In the underwater world, self-preservation takes many shapes. Fish, for example, will avoid capture by swimming in a large mass that makes it difficult to single-out one individual. But according to the latest research on a small species of South American fish, the creatures will turn on one another when confronted by a predator on the hunt.

Two-spot astyanax, are seemingly innocuous fish. Often kept as pets, the small fish tend to swim in schools of about 50 and have a diet of plankton, plants and debris.

But when a predator species attacks a school of astayanax, the fish have been shown to mercilessly turn on a member of their group, attempting to isolate one individual as a target so the rest of the group can avoid danger.

The find came after researchers were trying to develop ways to keep the fish from swimming into hydroelectric power station machinery, where they can become a nuisance. One tactic explored included trying to scare the fish away from the machinery. It was then that researchers Robert Young and Vinícius Goulart noticed that the fish would turn on one another if threatened.

"They are essentially a prey species and are very commonly preyed upon by other species of fish," Young said, according to the website io9. "There was nothing in the literature to suggest there was anything exceptional about them."

Young and Goulart devised an experiment which used 64 of the fish obtained from a fish farm (which ensured the fish had no prior experience with predators), and observed their reactions to various scenarios: an active search predator, a sit-and-wait predator, a bird-like predator that pecked at the fish from above the water and a control scenario of gently lowering a plastic container into the water.

For the active predator scenario, the researchers found that the fish would chase and bite each other, forcing the victim fish out of the shoal where it could be more easily preyed upon. The find was consistenat across the test groups and was evidenced upon the very first exposure to the scenario, which indicated the behavior in innate and not learned.

"You will see low levels of aggressive from time to time in normal interactions," Young said of the fish. "But we've never seen this kind of intensity before, where the actual aggressive interactions that occur more than a double."

The other predation scenarios and the control did not reveal increased instanced of aggression, which Young said makes sense because if a predator is chasing the group, isolating one individual would draw the hunter's attention.

Young and Goulart's research is published in the journal Animal Behavior.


WHAT YOU WILL DO: Please copy the data below exactly; none of the pictures in it belong in the copy.

DATASET CONTENT:
*** Block opens ***

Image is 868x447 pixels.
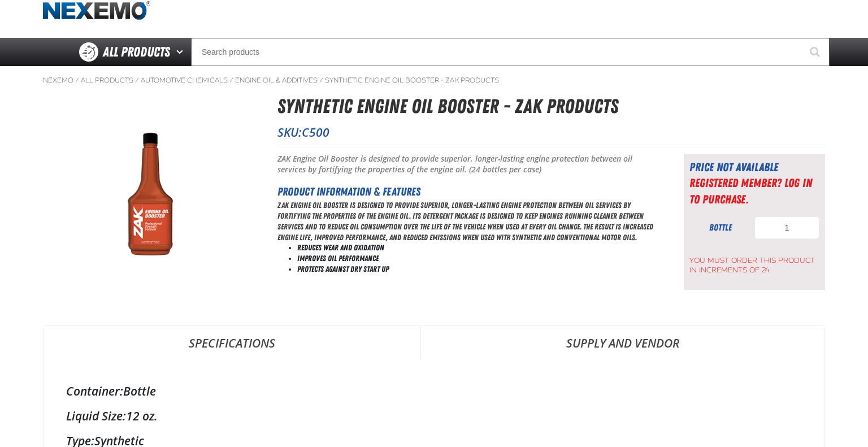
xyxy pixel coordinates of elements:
[43,114,257,280] img: Synthetic Engine Oil Booster - ZAK Products
[235,76,318,85] a: Engine Oil & Additives
[43,76,74,85] a: Nexemo
[689,250,820,275] span: You must order this product in increments of 24
[325,76,499,85] a: Synthetic Engine Oil Booster - ZAK Products
[802,38,829,66] button: Start Searching
[277,183,655,200] h2: Product Information & Features
[80,76,133,85] a: All Products
[141,76,228,85] a: Automotive Chemicals
[172,38,191,66] button: Open All Products pages
[66,408,802,423] div: 12 oz.
[135,76,139,85] span: /
[297,242,655,253] li: Reduces Wear and Oxidation
[277,125,825,140] p: SKU:
[421,326,825,360] a: Supply and Vendor
[66,383,802,399] div: Bottle
[191,38,829,66] input: Search
[43,1,150,21] a: Home
[297,253,655,264] li: Improves Oil Performance
[66,383,123,399] label: Container:
[75,76,79,85] span: /
[277,92,825,122] h1: Synthetic Engine Oil Booster - ZAK Products
[320,76,323,85] span: /
[755,216,820,239] input: Product Quantity
[230,76,234,85] span: /
[277,154,655,175] p: ZAK Engine Oil Booster is designed to provide superior, longer-lasting engine protection between ...
[689,160,820,175] div: Price not available
[43,326,421,360] a: Specifications
[689,221,752,233] div: bottle
[103,42,170,62] span: All Products
[66,408,126,423] label: Liquid Size:
[297,264,655,275] li: Protects Against Dry Start Up
[689,176,812,206] a: Registered Member? Log In to purchase.
[43,76,825,85] nav: Breadcrumbs
[277,200,655,243] p: ZAK Engine Oil Booster is designed to provide superior, longer-lasting engine protection between ...
[43,1,150,21] img: Nexemo logo
[302,125,329,140] span: C500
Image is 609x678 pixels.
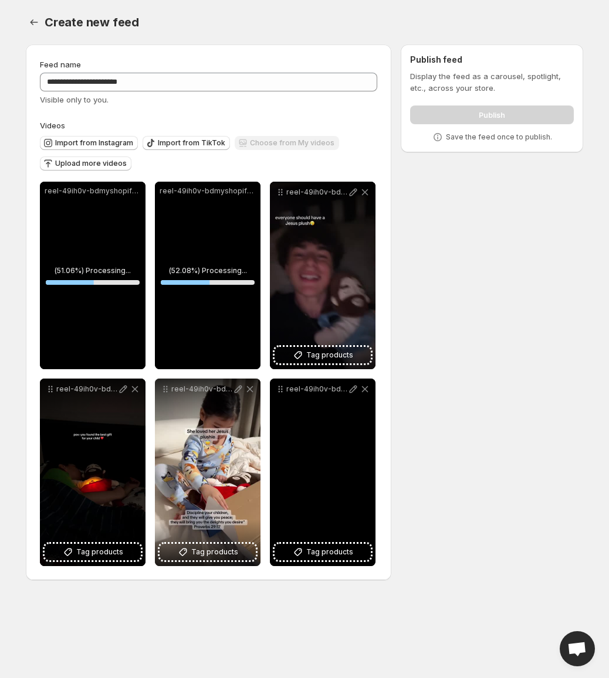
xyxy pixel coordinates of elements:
h2: Publish feed [410,54,573,66]
p: reel-49ih0v-bdmyshopifycom-1756039175428-snaptik_7420831872705465643_hd [159,186,256,196]
div: reel-49ih0v-bdmyshopifycom-1756039226415-snaptik_7499319737227185439_v2_online-video-cuttercom_Ta... [270,379,375,566]
button: Tag products [274,544,370,560]
span: Tag products [76,546,123,558]
button: Settings [26,14,42,30]
span: Create new feed [45,15,139,29]
span: Tag products [191,546,238,558]
span: Import from Instagram [55,138,133,148]
p: Display the feed as a carousel, spotlight, etc., across your store. [410,70,573,94]
span: Feed name [40,60,81,69]
button: Import from TikTok [142,136,230,150]
span: Videos [40,121,65,130]
button: Tag products [45,544,141,560]
button: Tag products [159,544,256,560]
div: reel-49ih0v-bdmyshopifycom-1756039175425-snaptik_7468946296892591403_hd(51.06%) Processing...51.0... [40,182,145,369]
p: reel-49ih0v-bdmyshopifycom-1756039226415-snaptik_7499319737227185439_v2_online-video-cuttercom_ [286,385,347,394]
button: Tag products [274,347,370,363]
span: Import from TikTok [158,138,225,148]
span: Visible only to you. [40,95,108,104]
p: reel-49ih0v-bdmyshopifycom-1756039175425-snaptik_7468946296892591403_hd [45,186,141,196]
p: reel-49ih0v-bdmyshopifycom-1756039175431-snaptik_7511638892135615774_hd [286,188,347,197]
div: reel-49ih0v-bdmyshopifycom-1756039175428-snaptik_7420831872705465643_hd(52.08%) Processing...52.0... [155,182,260,369]
div: reel-49ih0v-bdmyshopifycom-1756039175433-snaptik_7475965767201082654_hd_online-video-cuttercom_Ta... [155,379,260,566]
p: reel-49ih0v-bdmyshopifycom-1756039175433-snaptik_7475965767201082654_hd_online-video-cuttercom_ [171,385,232,394]
a: Open chat [559,631,594,667]
button: Upload more videos [40,157,131,171]
button: Import from Instagram [40,136,138,150]
p: Save the feed once to publish. [446,132,552,142]
span: Tag products [306,349,353,361]
span: Upload more videos [55,159,127,168]
div: reel-49ih0v-bdmyshopifycom-1756039175429-snaptik_7475945766473731374_hdTag products [40,379,145,566]
p: reel-49ih0v-bdmyshopifycom-1756039175429-snaptik_7475945766473731374_hd [56,385,117,394]
div: reel-49ih0v-bdmyshopifycom-1756039175431-snaptik_7511638892135615774_hdTag products [270,182,375,369]
span: Tag products [306,546,353,558]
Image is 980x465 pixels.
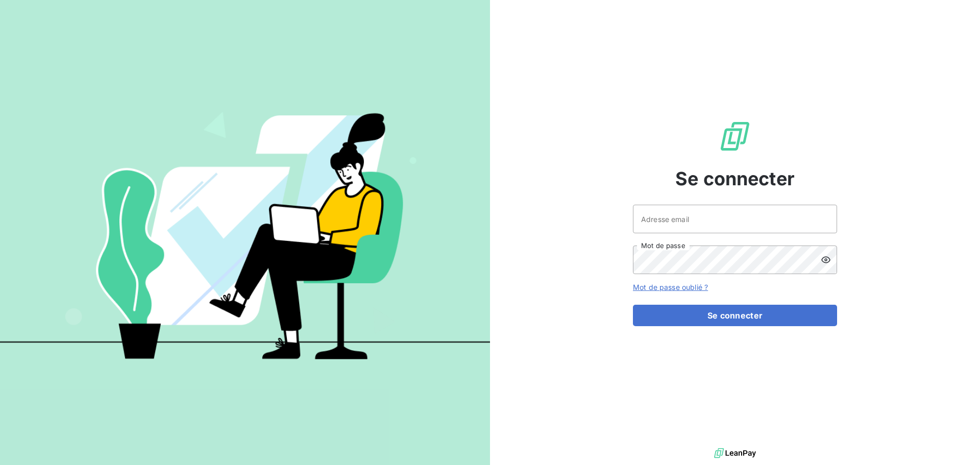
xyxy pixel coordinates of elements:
input: placeholder [633,205,837,233]
img: Logo LeanPay [718,120,751,153]
span: Se connecter [675,165,795,192]
a: Mot de passe oublié ? [633,283,708,292]
img: logo [714,446,756,461]
button: Se connecter [633,305,837,326]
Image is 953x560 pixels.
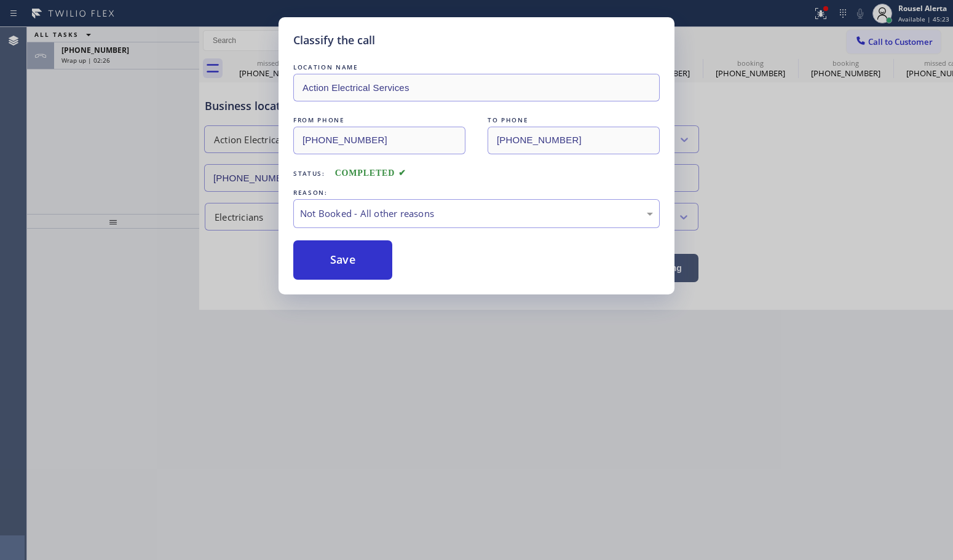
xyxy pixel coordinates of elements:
[293,32,375,48] h5: Classify the call
[293,240,392,280] button: Save
[293,113,465,127] div: FROM PHONE
[488,127,660,154] input: To phone
[300,207,653,221] div: Not Booked - All other reasons
[293,169,325,178] span: Status:
[293,61,660,74] div: LOCATION NAME
[335,169,406,178] span: COMPLETED
[293,127,465,154] input: From phone
[293,186,660,199] div: REASON:
[488,113,660,127] div: TO PHONE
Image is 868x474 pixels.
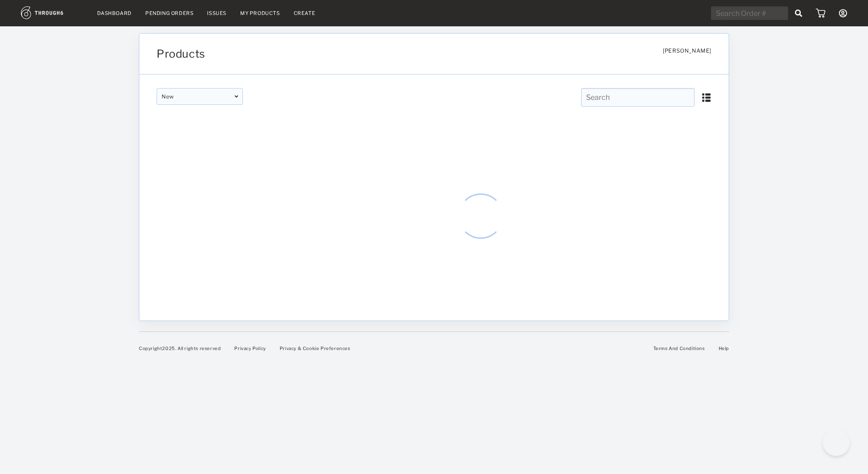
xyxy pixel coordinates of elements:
input: Search Order # [711,6,788,20]
a: Dashboard [97,10,132,17]
div: New [156,88,243,105]
a: Terms And Conditions [653,345,705,351]
a: Pending Orders [145,10,193,17]
input: Search [581,88,695,107]
a: Privacy & Cookie Preferences [280,345,350,351]
a: Issues [207,10,226,17]
iframe: Toggle Customer Support [823,429,850,456]
a: My Products [240,10,280,17]
img: logo.1c10ca64.svg [21,6,83,19]
a: Create [294,10,315,17]
a: Privacy Policy [234,345,266,351]
span: Copyright 2025 . All rights reserved [139,345,221,351]
a: Help [719,345,729,351]
span: [PERSON_NAME] [663,47,712,58]
img: icon_cart.dab5cea1.svg [816,9,826,18]
img: icon_list.aeafdc69.svg [702,93,712,102]
span: Products [156,47,205,60]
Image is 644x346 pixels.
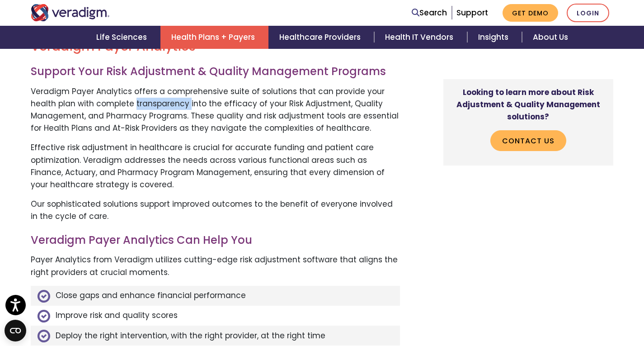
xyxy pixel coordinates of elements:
h3: Veradigm Payer Analytics Can Help You [31,234,400,247]
a: Insights [468,26,522,49]
p: Payer Analytics from Veradigm utilizes cutting-edge risk adjustment software that aligns the righ... [31,254,400,278]
li: Improve risk and quality scores [31,306,400,325]
li: Deploy the right intervention, with the right provider, at the right time [31,325,400,345]
p: Our sophisticated solutions support improved outcomes to the benefit of everyone involved in the ... [31,198,400,223]
p: Effective risk adjustment in healthcare is crucial for accurate funding and patient care optimiza... [31,141,400,191]
h2: Veradigm Payer Analytics [31,39,400,54]
a: Health Plans + Payers [160,26,269,49]
a: About Us [522,26,579,49]
a: Healthcare Providers [269,26,374,49]
button: Open CMP widget [5,319,26,341]
a: Contact Us [491,131,566,152]
img: Veradigm logo [31,4,110,21]
h3: Support Your Risk Adjustment & Quality Management Programs [31,65,400,78]
li: Close gaps and enhance financial performance [31,285,400,306]
a: Search [412,7,447,19]
strong: Looking to learn more about Risk Adjustment & Quality Management solutions? [457,87,600,122]
a: Support [457,7,488,18]
p: Veradigm Payer Analytics offers a comprehensive suite of solutions that can provide your health p... [31,85,400,135]
a: Health IT Vendors [374,26,467,49]
iframe: Drift Chat Widget [470,281,633,335]
a: Get Demo [503,4,558,22]
a: Login [567,3,609,22]
a: Life Sciences [85,26,160,49]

*** Block closes ***

RESULT FOR THIS EXERCISE:
Image is 868x447 pixels.
xyxy pixel coordinates of elements:
[43,114,257,280] img: Synthetic Engine Oil Booster - ZAK Products
[235,76,318,85] a: Engine Oil & Additives
[43,76,74,85] a: Nexemo
[689,250,820,275] span: You must order this product in increments of 24
[325,76,499,85] a: Synthetic Engine Oil Booster - ZAK Products
[802,38,829,66] button: Start Searching
[277,183,655,200] h2: Product Information & Features
[80,76,133,85] a: All Products
[141,76,228,85] a: Automotive Chemicals
[172,38,191,66] button: Open All Products pages
[66,408,802,423] div: 12 oz.
[135,76,139,85] span: /
[297,242,655,253] li: Reduces Wear and Oxidation
[277,125,825,140] p: SKU:
[421,326,825,360] a: Supply and Vendor
[66,383,802,399] div: Bottle
[191,38,829,66] input: Search
[43,1,150,21] a: Home
[297,253,655,264] li: Improves Oil Performance
[66,383,123,399] label: Container:
[75,76,79,85] span: /
[277,92,825,122] h1: Synthetic Engine Oil Booster - ZAK Products
[320,76,323,85] span: /
[755,216,820,239] input: Product Quantity
[230,76,234,85] span: /
[277,154,655,175] p: ZAK Engine Oil Booster is designed to provide superior, longer-lasting engine protection between ...
[689,160,820,175] div: Price not available
[43,326,421,360] a: Specifications
[689,221,752,233] div: bottle
[103,42,170,62] span: All Products
[66,408,126,423] label: Liquid Size:
[297,264,655,275] li: Protects Against Dry Start Up
[689,176,812,206] a: Registered Member? Log In to purchase.
[43,76,825,85] nav: Breadcrumbs
[277,200,655,243] p: ZAK Engine Oil Booster is designed to provide superior, longer-lasting engine protection between ...
[43,1,150,21] img: Nexemo logo
[302,125,329,140] span: C500
Image is 609x678 pixels.
xyxy pixel coordinates of elements:
h2: Publish feed [410,54,573,66]
p: reel-49ih0v-bdmyshopifycom-1756039175428-snaptik_7420831872705465643_hd [159,186,256,196]
div: reel-49ih0v-bdmyshopifycom-1756039226415-snaptik_7499319737227185439_v2_online-video-cuttercom_Ta... [270,379,375,566]
button: Tag products [274,544,370,560]
span: Tag products [76,546,123,558]
button: Settings [26,14,42,30]
span: Create new feed [45,15,139,29]
span: Tag products [191,546,238,558]
span: Import from Instagram [55,138,133,148]
p: Display the feed as a carousel, spotlight, etc., across your store. [410,70,573,94]
span: Feed name [40,60,81,69]
button: Import from TikTok [142,136,230,150]
span: Videos [40,121,65,130]
button: Tag products [45,544,141,560]
button: Tag products [159,544,256,560]
div: reel-49ih0v-bdmyshopifycom-1756039175425-snaptik_7468946296892591403_hd(51.06%) Processing...51.0... [40,182,145,369]
p: reel-49ih0v-bdmyshopifycom-1756039226415-snaptik_7499319737227185439_v2_online-video-cuttercom_ [286,385,347,394]
button: Tag products [274,347,370,363]
span: Import from TikTok [158,138,225,148]
span: Visible only to you. [40,95,108,104]
p: reel-49ih0v-bdmyshopifycom-1756039175425-snaptik_7468946296892591403_hd [45,186,141,196]
p: reel-49ih0v-bdmyshopifycom-1756039175431-snaptik_7511638892135615774_hd [286,188,347,197]
div: reel-49ih0v-bdmyshopifycom-1756039175428-snaptik_7420831872705465643_hd(52.08%) Processing...52.0... [155,182,260,369]
div: reel-49ih0v-bdmyshopifycom-1756039175433-snaptik_7475965767201082654_hd_online-video-cuttercom_Ta... [155,379,260,566]
p: reel-49ih0v-bdmyshopifycom-1756039175433-snaptik_7475965767201082654_hd_online-video-cuttercom_ [171,385,232,394]
a: Open chat [559,631,594,667]
button: Upload more videos [40,157,131,171]
button: Import from Instagram [40,136,138,150]
p: Save the feed once to publish. [446,132,552,142]
span: Tag products [306,349,353,361]
span: Upload more videos [55,159,127,168]
div: reel-49ih0v-bdmyshopifycom-1756039175429-snaptik_7475945766473731374_hdTag products [40,379,145,566]
p: reel-49ih0v-bdmyshopifycom-1756039175429-snaptik_7475945766473731374_hd [56,385,117,394]
div: reel-49ih0v-bdmyshopifycom-1756039175431-snaptik_7511638892135615774_hdTag products [270,182,375,369]
span: Tag products [306,546,353,558]
Image is 980x465 pixels.
xyxy pixel coordinates of elements:
input: placeholder [633,205,837,233]
img: Logo LeanPay [718,120,751,153]
span: Se connecter [675,165,795,192]
a: Mot de passe oublié ? [633,283,708,292]
img: logo [714,446,756,461]
button: Se connecter [633,305,837,326]
Image is 953x560 pixels.
xyxy pixel coordinates of elements:
[293,32,375,48] h5: Classify the call
[293,240,392,280] button: Save
[293,113,465,127] div: FROM PHONE
[488,127,660,154] input: To phone
[300,207,653,221] div: Not Booked - All other reasons
[293,169,325,178] span: Status:
[293,61,660,74] div: LOCATION NAME
[335,169,406,178] span: COMPLETED
[293,127,465,154] input: From phone
[293,186,660,199] div: REASON:
[488,113,660,127] div: TO PHONE
Image is 868x474 pixels.
xyxy pixel coordinates of elements:
input: Search Order # [711,6,788,20]
a: Dashboard [97,10,132,17]
div: New [156,88,243,105]
a: Terms And Conditions [653,345,705,351]
a: Pending Orders [145,10,193,17]
input: Search [581,88,695,107]
a: Privacy & Cookie Preferences [280,345,350,351]
a: Issues [207,10,226,17]
iframe: Toggle Customer Support [823,429,850,456]
a: My Products [240,10,280,17]
img: logo.1c10ca64.svg [21,6,83,19]
a: Create [294,10,315,17]
a: Privacy Policy [234,345,266,351]
span: Copyright 2025 . All rights reserved [139,345,221,351]
a: Help [719,345,729,351]
span: [PERSON_NAME] [663,47,712,58]
img: icon_cart.dab5cea1.svg [816,9,826,18]
img: icon_list.aeafdc69.svg [702,93,712,102]
span: Products [156,47,205,60]
Image is 644x346 pixels.
xyxy pixel coordinates of elements:
h3: Veradigm Payer Analytics Can Help You [31,234,400,247]
a: Insights [468,26,522,49]
p: Payer Analytics from Veradigm utilizes cutting-edge risk adjustment software that aligns the righ... [31,254,400,278]
li: Improve risk and quality scores [31,306,400,325]
li: Deploy the right intervention, with the right provider, at the right time [31,325,400,345]
p: Our sophisticated solutions support improved outcomes to the benefit of everyone involved in the ... [31,198,400,223]
p: Effective risk adjustment in healthcare is crucial for accurate funding and patient care optimiza... [31,141,400,191]
h2: Veradigm Payer Analytics [31,39,400,54]
a: Health Plans + Payers [160,26,269,49]
a: About Us [522,26,579,49]
a: Healthcare Providers [269,26,374,49]
button: Open CMP widget [5,319,26,341]
a: Contact Us [491,131,566,152]
img: Veradigm logo [31,4,110,21]
h3: Support Your Risk Adjustment & Quality Management Programs [31,65,400,78]
li: Close gaps and enhance financial performance [31,285,400,306]
a: Search [412,7,447,19]
strong: Looking to learn more about Risk Adjustment & Quality Management solutions? [457,87,600,122]
a: Support [457,7,488,18]
p: Veradigm Payer Analytics offers a comprehensive suite of solutions that can provide your health p... [31,85,400,135]
a: Health IT Vendors [374,26,467,49]
iframe: Drift Chat Widget [470,281,633,335]
a: Get Demo [503,4,558,22]
a: Login [567,3,609,22]
a: Life Sciences [85,26,160,49]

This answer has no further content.